“You’re letting a kid do the electrical?” I ask.
Niro leans a little closer to the screen. “Yeah. The kid’s got smaller fingers than me. It’s perfect.”
I shake my head. I’m sure he’s turned off the power, but still…
“King said you guys installed new standards,” Garrett says, nudging us to the conversation we’re meant to be having.
“Yeah.” Halo points to something over his shoulder. “Can you see this?”
He angles the camera at a large board with members’ names down the left and a whole bunch of categories across the top.
“Yeah. What are we looking at?” Garrett asks, leaning forward and squinting.
“We introduced four categories,” Niro says. “Endurance, Firearms Accuracy, Tactical Mobility, and Auxiliary Skill Set. Since we put it in place a year ago, Jersey’s men have improved endurance by thirty percent, firearms proficiency and accuracy by twenty-eight percent, tactical mobility by forty-three percent, and every member has at least two additional recognized skills. Locksmithing, advanced driving, reconnaissance, EMT trauma basics—Switch even started a triage and nursing program.”
“Those are good numbers,” Garrett admits.
I nod. “We’ll get to how you implemented it in a second, but what do you think caused the biggest buy-in?”
“Themenwould say it was that King chewed them all out,” Niro says.
“So, what’s the truth?” I ask
Halo laughs, and he flips to another chart that looks exactly the same. “This.”
The improvements look just as powerful, and then I see the names. Gwen. Iris. Rae. Calista. “You got the old ladies doing it too.”
Niro grins. “My idea. I was already doing self-defense shit with them, but they were getting bored of drills. As soon as Clutch saw Gwen’s numbers, he kicked his own up a gear.”
I can just imagine Grudge’s face if I started sharing Lucy’s numbers with him.

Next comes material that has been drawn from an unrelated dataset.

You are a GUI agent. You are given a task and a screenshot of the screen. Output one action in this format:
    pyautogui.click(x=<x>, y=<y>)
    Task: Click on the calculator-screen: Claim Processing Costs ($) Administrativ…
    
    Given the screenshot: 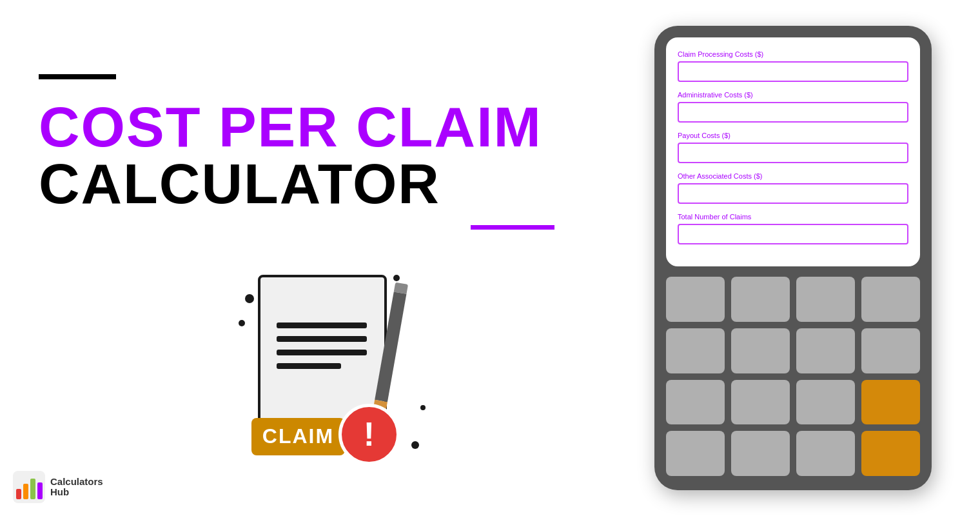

Halo laughs. “I remember the day Gwen fucking smashed his assault course time. The guy has now lost sixteen pounds, dropped to single-digit body fat, and runs that course every fucking week.”
“Clutch always did like cake,” Garrett says.
“So, walk us through it,” I say. “What’s in each section? How did you train the men for it? Was there pushback? How frequently do you address it?”
Garrett and I both make notes as the brothers talk about setting up an infrastructure, finding the right teachers, leveraging external expertise. Halo hired one of his former Navy SEAL brothers to consult on an assault course they’d built on land next to the clubhouse. Spark helped the club figure out how to walk the line between acting like a military unit, but also still feeling the freedom of the life by positioning it as increasing their success rates in carrying out club business.
As for time, each member was meant to put an afternoon a week on their additional skills, with brothers taking it in turns teaching one another. Like Vex teaching drone surveillance or Niro teaching survival skills. King has also made an investment in gear. Discrete body armor during raids was now mandatory to reduce injuries.
Now, they’re more effective, with more skills, which means they make more money and get hurt less.
Halo sets the laptop back down and wipes sweat from his forehead with his elbow. “Anyway, that’s the overview. We can send you templates, the breakdown, the minimum-standards list. You can adapt it however you want.”
“We appreciate it,” I say, wrapping up writing my notes. “We might have to start small, like you did, and build up to what you have now, so if you have some of your early-day stuff too, that would be helpful.”
Garrett nods beside me. From the way he’s pulling at a loose piece of thread on his hoodie, I can see he’s checked out. Whatever’s been weighing on him this morning still has him in its grip.
“You two good?” Niro asks.
“Yeah,” Garrett answers too quickly. “Just thinking.”
“That’s dangerous,” Spark says, arriving with Archer under his arm like a wriggling and chuckling football. He waves as he walks by.
“Fuck you,” Garrett says, but he manages to pull some warmth from somewhere, so no one gets offended.
Then, Halo claps his hands. “Okay, Colorado. We got to get back to childproofing this deathtrap.”